3. The growth of employer-sponsored fringe benefits,

especially health care, has fueled cost pressures in

the health-care system and eroded the Social Security

tax base, as a rising share of workers' total

compensation has come in the form of untaxed benefits

rather than taxed wages.  We should consider gradually

applying the payroll tax to employer provided health

care benefits, which are currently not taxed at all.

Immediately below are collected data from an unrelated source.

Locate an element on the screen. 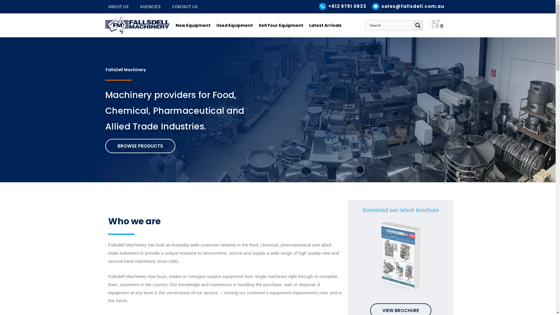  New Equipment is located at coordinates (193, 25).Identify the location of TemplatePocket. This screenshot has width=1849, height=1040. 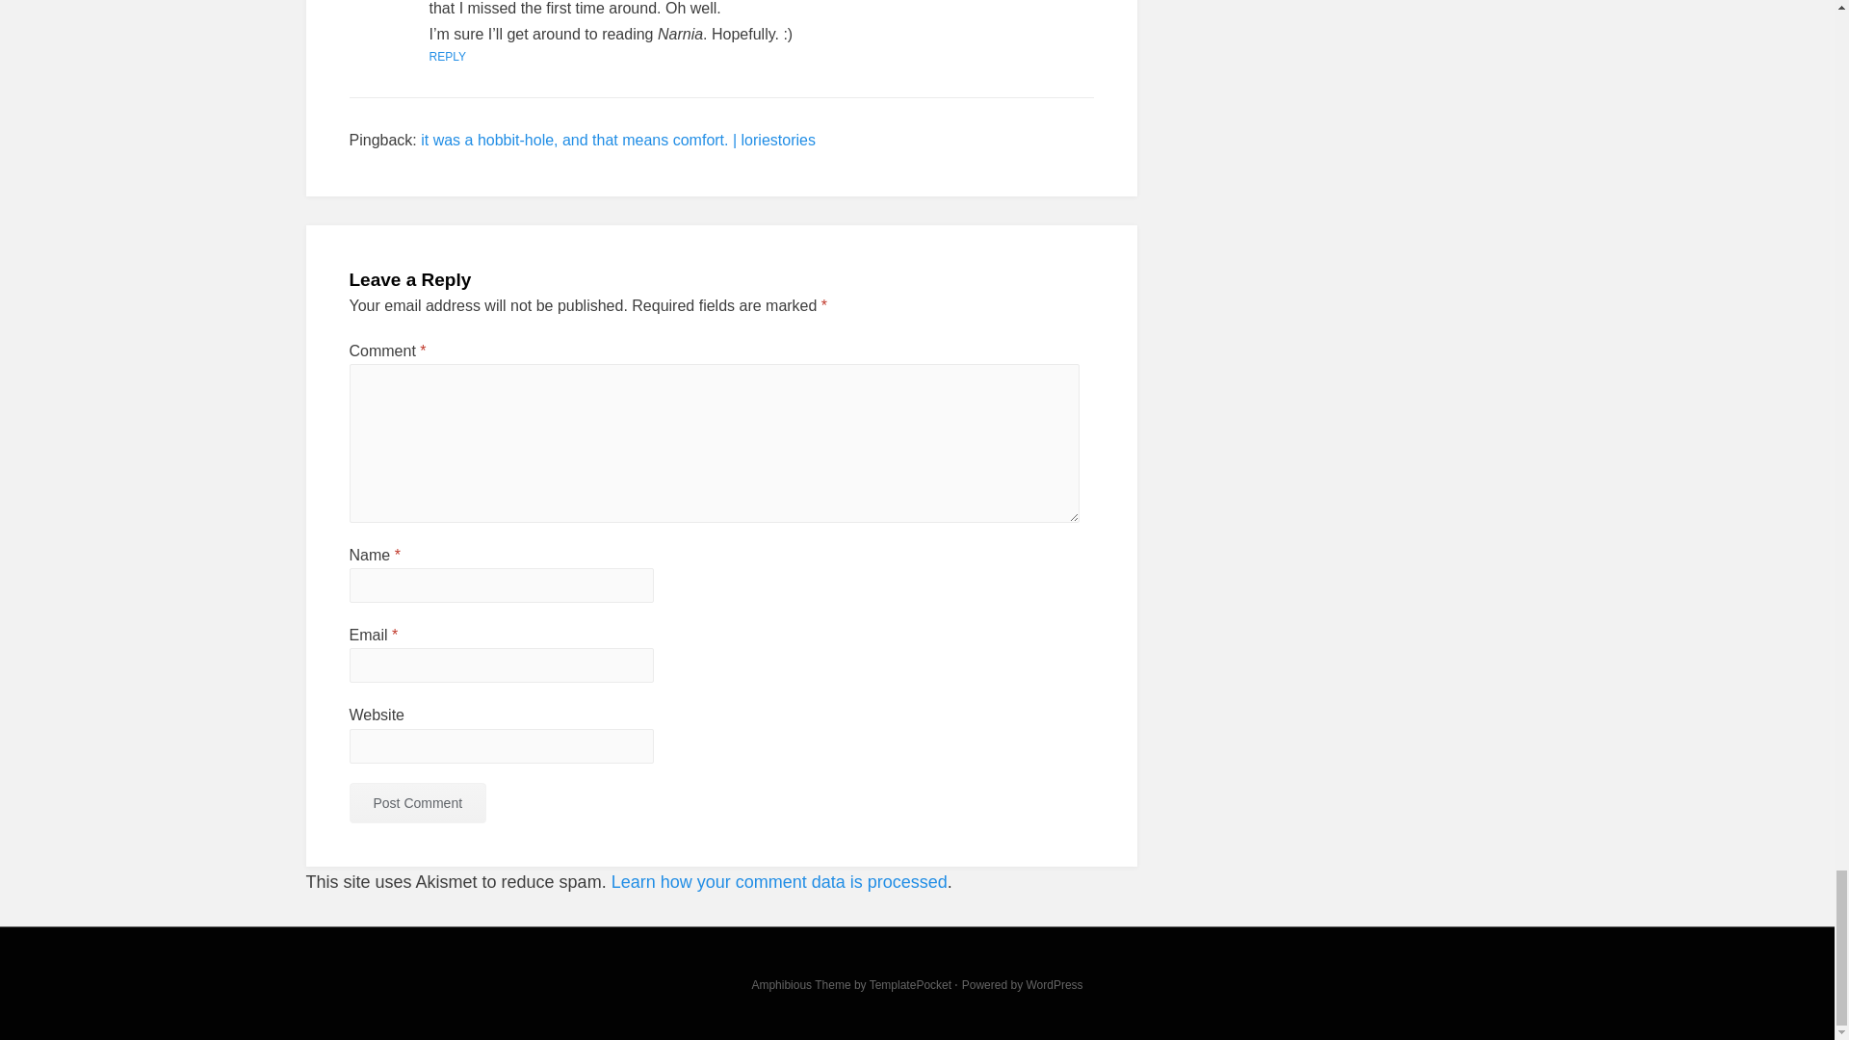
(910, 985).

This closes about 45 percent of the gap.

 

Those three get you pretty much there, in terms of

returning the trust fund to full solvency, but there

are many more options, including raising the retirement

age and reducing the benefits of the wealthy.  I'm wary

about raising the retirement age, in part because

increased longevity is a function of income, so that

low-income men are not living much longer than they did

a generation ago (since 1977, the life expectancy of

male workers retiring at age 65 has risen 6 years in

the top half of the income distribution, but only 1.3

years in the bottom half; we don't have this data for women).

 

No one's saying these are easy fixes.  Even brave

politicians fear suggesting any changes to this

extremely popular program (in his most recent budget,

President Obama proposes spending cuts to Medicare and

Medicaid, but doesn't touch Social Security). But given

the deep misperceptions noted above, and the fact that

so many younger Americans are increasingly buying into

the nonsense that Social Security won't be there for

them, there could be a receptive audience for the brave

soul with the courage to tell it like it is.

 

If I may be so bold as to suggest a script, here's the

way I wrote about this in my book All Together Now:

Common Sense for a Fair Economy,

 

    "Though I grant you we rarely discuss it in these

    terms, Security creates a strong link between the

    aged and the working-age population. The idea

    behind the program is that today's workers create

    the capital, the technology, and the wealth that

    will support tomorrow's generation. Embedded in its

    mind-numbing formulas is the notion that those of

    us who came before, whether they were teachers,

    accountants, homemakers, mail carriers, barbers,

    cashiers, or lawyers, have built up the productive

    capacity of our nation.

 

    "When the children of these workers come of age

    (along with new immigrants), they will earn their

    living from this infrastructure while also making

    their own contributions. As they do so, we will

    peel off some portion of their earnings to provide

    pensions for their forebears, just as those

    forebears did for their own predecessors. If this

    were a Disney movie, music about the "Circle of

    Life" would swell up here, but suffice it to say,

    Social Security is an elegant collaborative

    solution to a universal challenge."

 

Now, could you do me a solid?  Please spread this

gospel wherever and whenever you can.  I know we're a

long ways from Factville right now, but we'll never

find our way back there if we don't proclaim the

fundamental truth about what Social Security is and

isn't.

 

social security graph http://tinyurl.com/7b6adym Social Security Trustees' Report, 2012

 

You can email me at info@jaredbernsteinblog.com. I look forward to your feedback.

_______________

 

Jared Bernstein is a senior fellow at the Center on Budget and Policy Priorities. From 2009 to 2011, he was

the Chief Economist and Economic Adviser to Vice President Joe Biden, executive director of the White

House Task Force on the Middle Class, and a member of President Obama's economic team.